The coach eventually agreed to call Gladys, and an increasingly dizzy Keith was rushed to the emergency room in an ambulance. After several X-rays and help from his older sister Sharon, who was a nurse, Keith was told he had a nasty sprain but would be up again in a couple of weeks. This wouldn't be the case. A few days later, Keith's left foot swelled up to double its size. He had to rip open a boot to force his foot inside. His girlfriend stopped calling, so he braved the pain and drove to her house. Once there, the girl's mother said that Keith wasn't welcome and no one wanted to see him. Despite the relationship, the mangled foot of Keith Jesperson was too much for the girl. Limping was now common, and any attempt to wrestle was met with opponents deliberately going for his injured foot. All trips to the country to kill animals were put on hold, all potential dates with girls forsaken. Keith cut a larger slit down the side of his boot for his swollen foot and returned to work in his dad's business. Now, he really did fit the "Igor" nickname.

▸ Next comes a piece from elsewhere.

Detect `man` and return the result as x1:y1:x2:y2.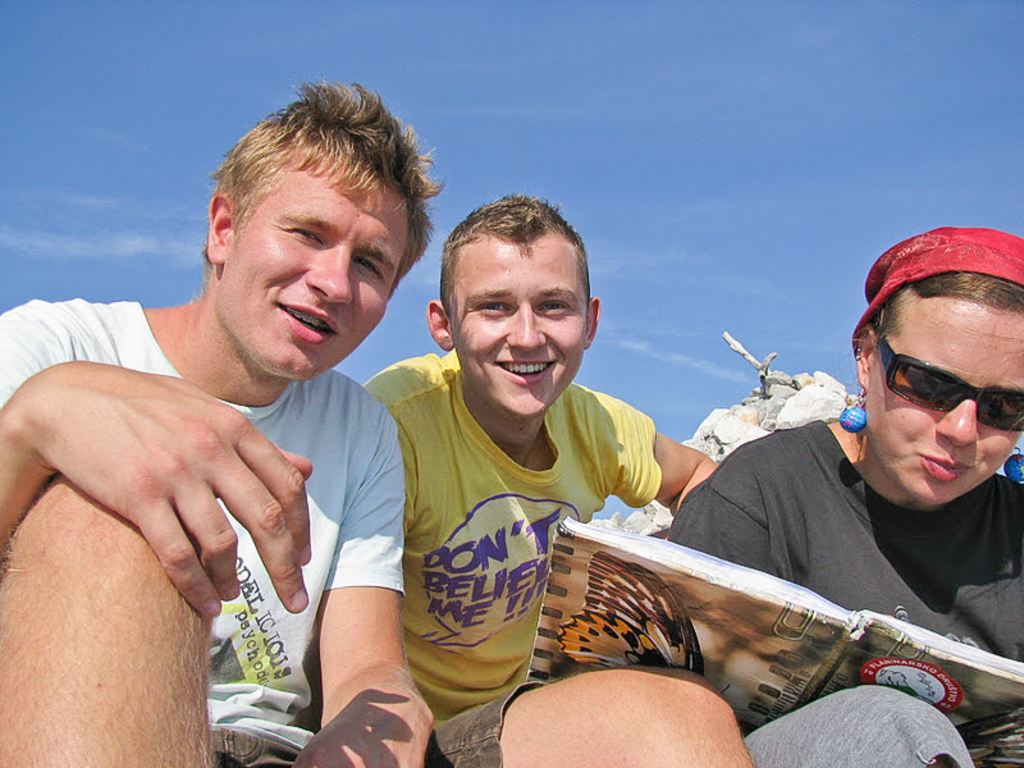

School turned out to be a bust for Keith, who graduated with unimpressive grades. College was out of the question, seemingly, while occasional thoughts of a military career were entertained and rejected. His foot still bothered him, though he took a job pumping gas. Foot trouble continued until he went to see a specialist, whereupon Keith was eventually diagnosed with torn ligaments. This meant needing arch support initially, then three surgeries. For the three months after the first operation, Keith was resigned to crutches. Work turned to more sedate, inside jobs while he recovered, during which time there were considerations of whether or not it would be feasible to sue the school board. He moved in and out of the family home, especially when Leslie Jesperson borrowed Keith's motorbike and drunkenly crashed, landing himself in critical care. Keith was charged with the family business while his father recovered. As well as the accident wounds, Les was told he needed to quit drinking lest the alcohol kill him. Struggling, Les told people that it was for his family that he kicked the habit, though Keith knew better.

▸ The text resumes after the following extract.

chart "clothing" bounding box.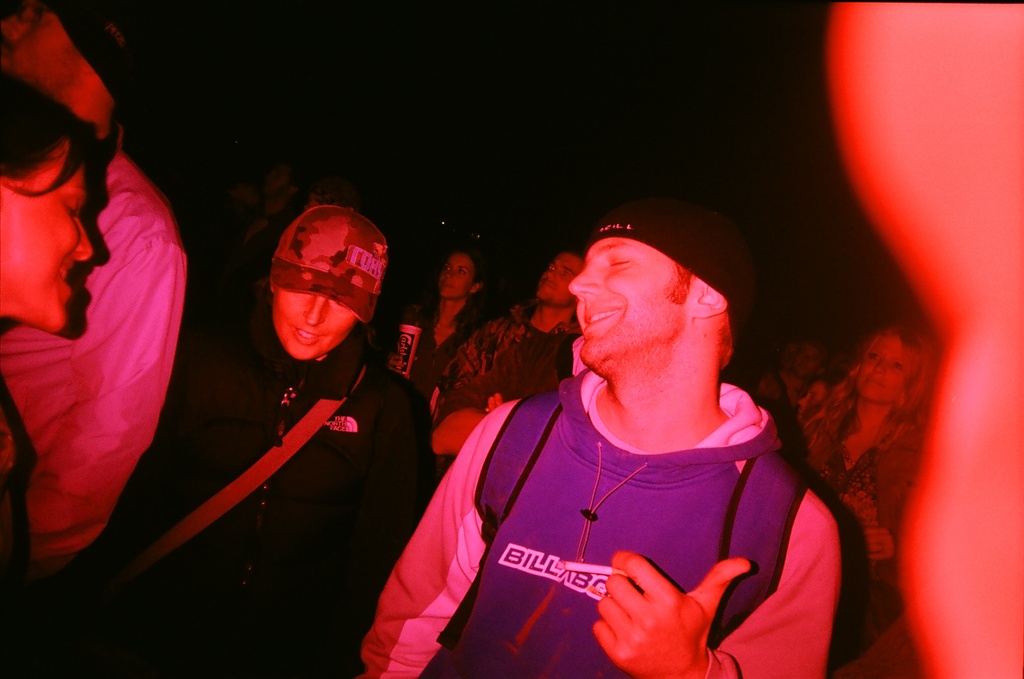
Charted: box(406, 353, 821, 678).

Romance was still an issue, while the surgeries and foot issues had put an end to Keith's ambition of joining the Mounties. Aged nineteen, working in the family business, and still not entirely recovered, his life appeared listless and directionless. But a wrong order at a fast food restaurant led to him meeting a seventeen year old named Rose. The pair flirted, dated, and eventually got engaged. Rose's mother didn't trust Keith, while Keith's family constantly reiterated just how lucky he was to have met this girl. For Rose, marriage to Keith seemed like the best way out of a busy household. They were set to marry on her eighteenth birthday, despite Keith's misgivings. On the 2nd of August, 1975, Keith Jesperson married Rose Pernick. Thus, with mixed feelings and an amateur appreciation of romantic relationships, the Happy Face Killer was married and began a new chapter in his life, one that would eventually lead down an ever more twisted road.